Google Cloud SQL
Google Cloud SQL is the relational database service for teams that want to keep MySQL, PostgreSQL, or SQL Server semantics without personally handling patching, backups, and replica operations. It becomes the default home for transaction-heavy application data when SQL familiarity matters more than database administration.
▶Architecture Diagram
🔍 StructureDashed line animations indicate the flow direction of data or requests
Installing a relational database on a VM means you're responsible for security patches, backup scripts, replication setup, and disk capacity management. When the database crashes at 3 AM, it's the operator who gets paged.
Relational databases have been around for decades, but each instance needed hands-on care: patching, backup verification, replication tuning, failover testing. As web applications scaled, a single DBA might be responsible for dozens of MySQL or PostgreSQL instances across teams. Patch cycles slipped, backup restores went untested for months, and when a primary failed at 3 AM the on-call engineer was debugging replication lag instead of sleeping. The operational cost of running reliable databases grew faster than headcount, which pushed the industry toward managed services that absorbed those tasks into the platform itself.
Applications send SQL queries to a Cloud SQL endpoint while the service operates the database instance behind it. The service captures a continuous binary log of every write, which enables point-in-time recovery to any second within the retention window — not just to the last scheduled snapshot. High availability relies on a standby replica that receives the same write stream in near-real-time; when the primary fails, the standby promotes in seconds because it already has an up-to-date copy of the data. Read replicas absorb read traffic so the primary can stay focused on write transactions, and patching happens on a maintenance window the operator chooses rather than through manual SSH sessions.
Cloud SQL and Cloud Spanner are both relational databases, but Cloud SQL is single-region MySQL/PostgreSQL while Spanner is globally distributed. For typical web apps processing transactions in one region, Cloud SQL is the right fit — only consider Spanner when you need globally consistent transactions.
Best for web app CRUD, order/payment transactions, and migrating existing MySQL/PostgreSQL apps to the cloud. Not ideal when you need unlimited horizontal scaling or global distribution.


Directions:
Below is a block of data; give all of it again word for word.

(Stored data entries)
______
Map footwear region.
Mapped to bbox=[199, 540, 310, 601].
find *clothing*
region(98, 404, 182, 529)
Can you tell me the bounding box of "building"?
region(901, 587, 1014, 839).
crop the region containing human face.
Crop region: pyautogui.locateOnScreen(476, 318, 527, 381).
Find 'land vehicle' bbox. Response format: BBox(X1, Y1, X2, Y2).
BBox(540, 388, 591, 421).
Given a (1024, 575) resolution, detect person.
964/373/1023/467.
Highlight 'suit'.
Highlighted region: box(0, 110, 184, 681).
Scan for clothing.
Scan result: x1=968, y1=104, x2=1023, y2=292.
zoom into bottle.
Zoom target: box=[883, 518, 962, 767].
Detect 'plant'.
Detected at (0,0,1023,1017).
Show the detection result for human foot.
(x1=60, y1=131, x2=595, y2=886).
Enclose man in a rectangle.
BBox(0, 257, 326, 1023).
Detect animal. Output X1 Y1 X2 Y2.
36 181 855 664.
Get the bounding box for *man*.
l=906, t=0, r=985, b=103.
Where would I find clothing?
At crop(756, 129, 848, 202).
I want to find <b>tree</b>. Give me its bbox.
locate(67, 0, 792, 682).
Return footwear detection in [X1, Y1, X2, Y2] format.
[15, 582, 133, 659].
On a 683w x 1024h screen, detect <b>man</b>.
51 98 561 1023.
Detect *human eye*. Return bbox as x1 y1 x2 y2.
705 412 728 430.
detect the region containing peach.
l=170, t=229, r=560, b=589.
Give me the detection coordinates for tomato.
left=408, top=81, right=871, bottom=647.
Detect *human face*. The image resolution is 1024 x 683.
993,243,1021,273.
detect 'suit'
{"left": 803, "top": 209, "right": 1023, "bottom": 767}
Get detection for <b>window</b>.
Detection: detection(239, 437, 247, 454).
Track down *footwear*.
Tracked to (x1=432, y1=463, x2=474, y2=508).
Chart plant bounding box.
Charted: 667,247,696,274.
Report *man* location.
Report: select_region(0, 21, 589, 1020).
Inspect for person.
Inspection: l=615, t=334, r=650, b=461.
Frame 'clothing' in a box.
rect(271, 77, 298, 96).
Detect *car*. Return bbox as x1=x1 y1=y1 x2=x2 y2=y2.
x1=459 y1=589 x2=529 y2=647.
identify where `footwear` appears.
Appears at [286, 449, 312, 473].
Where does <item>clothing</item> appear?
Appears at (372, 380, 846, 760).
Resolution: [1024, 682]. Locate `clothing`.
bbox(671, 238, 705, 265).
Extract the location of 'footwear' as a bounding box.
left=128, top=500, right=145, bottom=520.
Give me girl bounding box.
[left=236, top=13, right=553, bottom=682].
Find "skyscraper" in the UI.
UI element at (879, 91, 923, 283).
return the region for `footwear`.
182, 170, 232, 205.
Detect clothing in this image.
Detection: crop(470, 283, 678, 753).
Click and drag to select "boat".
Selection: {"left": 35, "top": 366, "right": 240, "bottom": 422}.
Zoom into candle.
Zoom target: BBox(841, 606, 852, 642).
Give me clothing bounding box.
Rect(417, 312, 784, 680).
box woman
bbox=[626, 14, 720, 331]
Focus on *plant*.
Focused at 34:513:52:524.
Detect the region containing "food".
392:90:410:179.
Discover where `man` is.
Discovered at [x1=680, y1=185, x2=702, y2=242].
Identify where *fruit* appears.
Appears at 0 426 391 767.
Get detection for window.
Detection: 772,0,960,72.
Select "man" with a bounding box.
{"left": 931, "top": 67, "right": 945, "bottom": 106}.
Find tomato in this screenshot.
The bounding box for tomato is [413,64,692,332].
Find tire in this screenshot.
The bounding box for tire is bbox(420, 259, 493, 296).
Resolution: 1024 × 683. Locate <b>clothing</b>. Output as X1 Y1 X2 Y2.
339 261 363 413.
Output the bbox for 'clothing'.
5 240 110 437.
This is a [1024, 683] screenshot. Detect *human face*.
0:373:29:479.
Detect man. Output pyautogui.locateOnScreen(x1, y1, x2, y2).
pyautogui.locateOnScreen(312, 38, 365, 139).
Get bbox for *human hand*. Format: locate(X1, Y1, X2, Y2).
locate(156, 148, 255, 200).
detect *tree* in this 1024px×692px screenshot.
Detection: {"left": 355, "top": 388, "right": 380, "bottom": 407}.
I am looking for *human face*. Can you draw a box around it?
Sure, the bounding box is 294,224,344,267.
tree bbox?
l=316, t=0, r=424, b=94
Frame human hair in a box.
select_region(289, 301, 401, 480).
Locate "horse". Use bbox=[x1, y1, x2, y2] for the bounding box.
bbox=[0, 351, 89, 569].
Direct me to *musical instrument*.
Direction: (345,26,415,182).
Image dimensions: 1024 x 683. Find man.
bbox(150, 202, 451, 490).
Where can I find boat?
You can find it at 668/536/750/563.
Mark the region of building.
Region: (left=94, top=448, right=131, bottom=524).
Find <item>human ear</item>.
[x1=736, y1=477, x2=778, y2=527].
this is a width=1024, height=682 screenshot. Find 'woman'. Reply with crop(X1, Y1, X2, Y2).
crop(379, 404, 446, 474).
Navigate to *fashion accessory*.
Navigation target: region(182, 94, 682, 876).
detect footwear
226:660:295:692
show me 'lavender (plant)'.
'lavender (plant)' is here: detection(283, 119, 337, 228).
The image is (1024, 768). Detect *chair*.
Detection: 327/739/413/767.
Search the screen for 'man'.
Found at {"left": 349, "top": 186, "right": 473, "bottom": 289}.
______
Answer to this problem:
Map footwear region.
Mapped to bbox=[199, 540, 310, 601].
find *clothing*
region(98, 404, 182, 529)
Can you tell me the bounding box of "building"?
region(901, 587, 1014, 839).
crop the region containing human face.
Crop region: pyautogui.locateOnScreen(476, 318, 527, 381).
Find 'land vehicle' bbox. Response format: BBox(X1, Y1, X2, Y2).
BBox(540, 388, 591, 421).
Given a (1024, 575) resolution, detect person.
964/373/1023/467.
Highlight 'suit'.
Highlighted region: box(0, 110, 184, 681).
Scan for clothing.
Scan result: x1=968, y1=104, x2=1023, y2=292.
zoom into bottle.
Zoom target: box=[883, 518, 962, 767].
Detect 'plant'.
Detected at (0,0,1023,1017).
Show the detection result for human foot.
(x1=60, y1=131, x2=595, y2=886).
Enclose man in a rectangle.
BBox(0, 257, 326, 1023).
Detect animal. Output X1 Y1 X2 Y2.
36 181 855 664.
Get the bounding box for *man*.
l=906, t=0, r=985, b=103.
Where would I find clothing?
At crop(756, 129, 848, 202).
I want to find <b>tree</b>. Give me its bbox.
locate(67, 0, 792, 682).
Return footwear detection in [X1, Y1, X2, Y2] format.
[15, 582, 133, 659].
On a 683w x 1024h screen, detect <b>man</b>.
51 98 561 1023.
Detect *human eye*. Return bbox as x1 y1 x2 y2.
705 412 728 430.
detect the region containing peach.
l=170, t=229, r=560, b=589.
Give me the detection coordinates for tomato.
left=408, top=81, right=871, bottom=647.
Detect *human face*. The image resolution is 1024 x 683.
993,243,1021,273.
detect 'suit'
{"left": 803, "top": 209, "right": 1023, "bottom": 767}
Get detection for <b>window</b>.
Detection: detection(239, 437, 247, 454).
Track down *footwear*.
Tracked to (x1=432, y1=463, x2=474, y2=508).
Chart plant bounding box.
Charted: 667,247,696,274.
Report *man* location.
Report: select_region(0, 21, 589, 1020).
Inspect for person.
Inspection: l=615, t=334, r=650, b=461.
Frame 'clothing' in a box.
rect(271, 77, 298, 96).
Detect *car*. Return bbox as x1=x1 y1=y1 x2=x2 y2=y2.
x1=459 y1=589 x2=529 y2=647.
identify where `footwear` appears.
Appears at [286, 449, 312, 473].
Where does <item>clothing</item> appear?
Appears at (372, 380, 846, 760).
Resolution: [1024, 682]. Locate `clothing`.
bbox(671, 238, 705, 265).
Extract the location of 'footwear' as a bounding box.
left=128, top=500, right=145, bottom=520.
Give me girl bounding box.
[left=236, top=13, right=553, bottom=682].
Find "skyscraper" in the UI.
UI element at (879, 91, 923, 283).
return the region for `footwear`.
182, 170, 232, 205.
Detect clothing in this image.
Detection: crop(470, 283, 678, 753).
Click and drag to select "boat".
Selection: {"left": 35, "top": 366, "right": 240, "bottom": 422}.
Zoom into candle.
Zoom target: BBox(841, 606, 852, 642).
Give me clothing bounding box.
Rect(417, 312, 784, 680).
box woman
bbox=[626, 14, 720, 331]
Focus on *plant*.
Focused at 34:513:52:524.
Detect the region containing "food".
392:90:410:179.
Discover where `man` is.
Discovered at [x1=680, y1=185, x2=702, y2=242].
Identify where *fruit* appears.
Appears at 0 426 391 767.
Get detection for window.
Detection: 772,0,960,72.
Select "man" with a bounding box.
{"left": 931, "top": 67, "right": 945, "bottom": 106}.
Find tomato in this screenshot.
The bounding box for tomato is [413,64,692,332].
Find tire in this screenshot.
The bounding box for tire is bbox(420, 259, 493, 296).
Resolution: 1024 × 683. Locate <b>clothing</b>. Output as X1 Y1 X2 Y2.
339 261 363 413.
Output the bbox for 'clothing'.
5 240 110 437.
This is a [1024, 683] screenshot. Detect *human face*.
0:373:29:479.
Detect man. Output pyautogui.locateOnScreen(x1, y1, x2, y2).
pyautogui.locateOnScreen(312, 38, 365, 139).
Get bbox for *human hand*. Format: locate(X1, Y1, X2, Y2).
locate(156, 148, 255, 200).
detect *tree* in this 1024px×692px screenshot.
Detection: {"left": 355, "top": 388, "right": 380, "bottom": 407}.
I am looking for *human face*. Can you draw a box around it?
Sure, the bounding box is 294,224,344,267.
tree bbox?
l=316, t=0, r=424, b=94
Frame human hair in a box.
select_region(289, 301, 401, 480).
Locate "horse". Use bbox=[x1, y1, x2, y2] for the bounding box.
bbox=[0, 351, 89, 569].
Direct me to *musical instrument*.
Direction: (345,26,415,182).
Image dimensions: 1024 x 683. Find man.
bbox(150, 202, 451, 490).
Where can I find boat?
You can find it at 668/536/750/563.
Mark the region of building.
Region: (left=94, top=448, right=131, bottom=524).
Find <item>human ear</item>.
[x1=736, y1=477, x2=778, y2=527].
this is a width=1024, height=682 screenshot. Find 'woman'. Reply with crop(X1, Y1, X2, Y2).
crop(379, 404, 446, 474).
Navigate to *fashion accessory*.
Navigation target: region(182, 94, 682, 876).
detect footwear
226:660:295:692
show me 'lavender (plant)'.
'lavender (plant)' is here: detection(283, 119, 337, 228).
The image is (1024, 768). Detect *chair*.
Detection: 327/739/413/767.
Search the screen for 'man'.
Found at {"left": 349, "top": 186, "right": 473, "bottom": 289}.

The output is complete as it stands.